Every Google search explains them as just "names for your variables", but I have a feeling there is a distinction between the identifier and the identifier's name. Is an identifier more like an object with attributes like name, scope, linkage, and an underlying object? I ask this because I ran into some trouble trying to read through the C standard. For instance, the snippet
int main(){
int x;
extern int x;
}
fails to compile whereas
int main(){
int x;
if(1){extern int x;}
}
compiles successfully. In this question, the failure of the first snippet is explained from 6.2.2.6 in the C standard, which states that local variables have no linkage. However, in the second snippet, the local variable still has no linkage and yet there is no conflict. Now, 6.2.2.4 states
For an identifier declared with the storage-class specifier extern in a scope in which a prior declaration of that identifier is visible, if the prior declaration specifies internal or external linkage, the linkage of the identifier at the later declaration is the same as the linkage specified at the prior declaration. If no prior declaration is visible, or if the prior declaration specifies no linkage, then the identifier has external linkage.
My explanation would have been that this rule is in effect in both snippets, but in the first one, the uniqueness of the underlying object of x
triggers a constraint violation via 6.2.1.2 because the same identifier name is being used for two distinct objects with the same scope and name space. But this is not the explanation given in the answer to the question I linked earlier. In the second snippet, the linkage types are still conflicting, so does changing the scope of the extern
declaration change the visibility of the local declaration? What is the best way to think about linkage from the abstract point of view of the C standard (without using actual implementations like gcc or clang as illustration)?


▸ WORK INSTRUCTIONS:
The line that holds "Isolate tire in the image." marks the start. Return it and each following line through the end of the data, unchanged.

(DATA SHOWN)

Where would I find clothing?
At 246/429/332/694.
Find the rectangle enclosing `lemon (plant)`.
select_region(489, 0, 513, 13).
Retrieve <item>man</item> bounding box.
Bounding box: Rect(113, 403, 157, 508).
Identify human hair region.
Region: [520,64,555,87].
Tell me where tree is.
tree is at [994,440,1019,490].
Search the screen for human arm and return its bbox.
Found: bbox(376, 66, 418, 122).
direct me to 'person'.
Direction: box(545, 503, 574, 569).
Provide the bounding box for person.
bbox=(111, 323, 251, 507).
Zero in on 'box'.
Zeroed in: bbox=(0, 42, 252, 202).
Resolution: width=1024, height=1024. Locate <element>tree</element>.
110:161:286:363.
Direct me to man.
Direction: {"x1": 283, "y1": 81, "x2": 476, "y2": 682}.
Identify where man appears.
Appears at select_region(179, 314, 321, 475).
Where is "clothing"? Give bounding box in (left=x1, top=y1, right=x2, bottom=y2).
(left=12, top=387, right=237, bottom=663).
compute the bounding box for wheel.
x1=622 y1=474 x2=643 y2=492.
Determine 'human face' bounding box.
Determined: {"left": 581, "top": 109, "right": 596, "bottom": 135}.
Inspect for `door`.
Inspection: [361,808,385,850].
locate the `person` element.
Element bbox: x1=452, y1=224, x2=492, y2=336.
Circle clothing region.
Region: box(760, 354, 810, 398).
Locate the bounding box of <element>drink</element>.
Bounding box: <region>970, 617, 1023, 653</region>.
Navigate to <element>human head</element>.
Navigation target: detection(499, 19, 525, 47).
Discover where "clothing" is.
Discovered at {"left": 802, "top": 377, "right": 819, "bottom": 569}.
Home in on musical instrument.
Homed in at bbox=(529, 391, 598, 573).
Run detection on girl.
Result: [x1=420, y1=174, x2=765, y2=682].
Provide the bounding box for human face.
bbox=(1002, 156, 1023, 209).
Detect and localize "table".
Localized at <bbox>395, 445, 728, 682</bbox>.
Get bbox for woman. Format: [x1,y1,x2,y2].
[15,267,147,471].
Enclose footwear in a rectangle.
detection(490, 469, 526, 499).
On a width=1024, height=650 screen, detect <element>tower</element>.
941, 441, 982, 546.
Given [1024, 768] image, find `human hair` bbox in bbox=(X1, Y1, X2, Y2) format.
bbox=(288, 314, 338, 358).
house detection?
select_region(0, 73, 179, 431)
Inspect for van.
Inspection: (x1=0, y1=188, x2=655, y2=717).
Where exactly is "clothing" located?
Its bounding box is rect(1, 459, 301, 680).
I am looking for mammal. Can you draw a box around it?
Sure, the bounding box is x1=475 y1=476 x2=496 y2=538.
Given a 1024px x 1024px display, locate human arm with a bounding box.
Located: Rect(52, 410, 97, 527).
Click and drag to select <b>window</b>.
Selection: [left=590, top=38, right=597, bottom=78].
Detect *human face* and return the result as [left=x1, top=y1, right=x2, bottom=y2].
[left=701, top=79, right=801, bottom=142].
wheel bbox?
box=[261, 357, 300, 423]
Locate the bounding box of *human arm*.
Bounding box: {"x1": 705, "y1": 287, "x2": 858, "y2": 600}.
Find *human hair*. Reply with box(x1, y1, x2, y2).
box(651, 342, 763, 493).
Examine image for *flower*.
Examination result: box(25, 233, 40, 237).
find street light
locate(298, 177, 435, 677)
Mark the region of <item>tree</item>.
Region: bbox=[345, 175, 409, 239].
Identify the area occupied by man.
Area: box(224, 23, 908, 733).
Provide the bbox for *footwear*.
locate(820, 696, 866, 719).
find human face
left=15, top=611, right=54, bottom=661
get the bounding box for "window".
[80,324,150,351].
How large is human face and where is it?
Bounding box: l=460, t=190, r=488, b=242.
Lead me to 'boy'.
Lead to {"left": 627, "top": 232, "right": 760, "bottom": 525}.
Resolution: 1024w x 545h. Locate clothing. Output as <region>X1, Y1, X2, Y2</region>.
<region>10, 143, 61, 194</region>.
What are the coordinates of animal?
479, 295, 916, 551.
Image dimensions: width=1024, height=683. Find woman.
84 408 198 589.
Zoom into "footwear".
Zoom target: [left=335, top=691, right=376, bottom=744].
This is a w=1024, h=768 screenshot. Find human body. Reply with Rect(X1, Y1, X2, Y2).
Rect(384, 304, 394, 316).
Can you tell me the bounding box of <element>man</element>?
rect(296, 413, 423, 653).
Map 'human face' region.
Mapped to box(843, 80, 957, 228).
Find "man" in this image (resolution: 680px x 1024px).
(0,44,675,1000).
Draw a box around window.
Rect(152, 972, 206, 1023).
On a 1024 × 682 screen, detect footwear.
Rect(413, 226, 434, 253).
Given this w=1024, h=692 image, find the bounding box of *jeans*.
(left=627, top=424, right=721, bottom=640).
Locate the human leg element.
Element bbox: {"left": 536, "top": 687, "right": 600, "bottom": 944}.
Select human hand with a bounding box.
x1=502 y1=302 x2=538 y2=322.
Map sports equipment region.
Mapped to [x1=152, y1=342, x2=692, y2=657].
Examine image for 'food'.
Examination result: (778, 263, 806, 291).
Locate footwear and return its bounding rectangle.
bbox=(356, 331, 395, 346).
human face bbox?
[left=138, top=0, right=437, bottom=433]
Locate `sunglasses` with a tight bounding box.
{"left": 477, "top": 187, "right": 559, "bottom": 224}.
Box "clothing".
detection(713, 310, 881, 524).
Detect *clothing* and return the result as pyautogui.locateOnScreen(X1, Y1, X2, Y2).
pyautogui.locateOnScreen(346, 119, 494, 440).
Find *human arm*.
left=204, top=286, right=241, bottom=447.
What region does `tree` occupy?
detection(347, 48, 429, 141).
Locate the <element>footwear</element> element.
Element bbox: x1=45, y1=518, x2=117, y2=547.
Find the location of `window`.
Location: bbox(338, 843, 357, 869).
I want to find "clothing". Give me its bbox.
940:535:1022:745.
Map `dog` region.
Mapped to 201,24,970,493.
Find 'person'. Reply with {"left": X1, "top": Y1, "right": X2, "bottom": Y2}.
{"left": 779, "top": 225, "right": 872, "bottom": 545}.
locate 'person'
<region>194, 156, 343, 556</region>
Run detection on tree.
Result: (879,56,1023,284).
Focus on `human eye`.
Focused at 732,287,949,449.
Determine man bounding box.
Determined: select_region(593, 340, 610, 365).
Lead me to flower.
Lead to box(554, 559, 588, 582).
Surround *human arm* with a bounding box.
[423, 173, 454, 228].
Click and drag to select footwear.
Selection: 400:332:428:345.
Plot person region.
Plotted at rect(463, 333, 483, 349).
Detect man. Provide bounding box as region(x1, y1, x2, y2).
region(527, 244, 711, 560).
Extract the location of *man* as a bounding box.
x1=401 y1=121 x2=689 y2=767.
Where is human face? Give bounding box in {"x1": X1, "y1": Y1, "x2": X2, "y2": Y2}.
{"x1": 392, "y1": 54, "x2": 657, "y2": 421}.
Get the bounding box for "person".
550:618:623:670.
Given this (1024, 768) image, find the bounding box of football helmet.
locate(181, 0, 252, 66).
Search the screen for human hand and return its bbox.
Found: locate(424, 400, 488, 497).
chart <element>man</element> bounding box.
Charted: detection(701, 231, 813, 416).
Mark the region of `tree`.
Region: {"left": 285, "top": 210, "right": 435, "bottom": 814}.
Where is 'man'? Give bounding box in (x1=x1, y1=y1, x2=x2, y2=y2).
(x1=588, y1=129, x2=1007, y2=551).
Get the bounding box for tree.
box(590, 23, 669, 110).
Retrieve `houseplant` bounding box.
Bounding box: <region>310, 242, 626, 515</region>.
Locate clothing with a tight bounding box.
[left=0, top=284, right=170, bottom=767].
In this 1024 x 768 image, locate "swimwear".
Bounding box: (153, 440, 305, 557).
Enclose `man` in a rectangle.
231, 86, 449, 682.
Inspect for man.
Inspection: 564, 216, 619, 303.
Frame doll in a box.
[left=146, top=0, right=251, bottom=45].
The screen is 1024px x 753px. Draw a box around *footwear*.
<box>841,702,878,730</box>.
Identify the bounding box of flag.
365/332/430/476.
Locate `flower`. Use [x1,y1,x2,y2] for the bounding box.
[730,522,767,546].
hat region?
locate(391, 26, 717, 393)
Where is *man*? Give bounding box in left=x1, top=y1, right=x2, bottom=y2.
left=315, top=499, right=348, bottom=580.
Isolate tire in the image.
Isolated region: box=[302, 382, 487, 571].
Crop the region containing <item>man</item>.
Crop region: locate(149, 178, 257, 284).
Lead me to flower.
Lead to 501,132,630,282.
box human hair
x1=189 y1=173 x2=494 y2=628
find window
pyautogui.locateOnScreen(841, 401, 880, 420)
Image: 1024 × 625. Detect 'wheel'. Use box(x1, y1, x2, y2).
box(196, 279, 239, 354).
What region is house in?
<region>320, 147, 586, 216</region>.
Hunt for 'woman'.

(End DATA SHOWN)

▸ SOLUTION TO THE EXERCISE:
Isolate tire in the image.
Isolated region: box=[302, 382, 487, 571].
Crop the region containing <item>man</item>.
Crop region: locate(149, 178, 257, 284).
Lead me to flower.
Lead to 501,132,630,282.
box human hair
x1=189 y1=173 x2=494 y2=628
find window
pyautogui.locateOnScreen(841, 401, 880, 420)
Image: 1024 × 625. Detect 'wheel'. Use box(x1, y1, x2, y2).
box(196, 279, 239, 354).
What region is house in?
<region>320, 147, 586, 216</region>.
Hunt for 'woman'.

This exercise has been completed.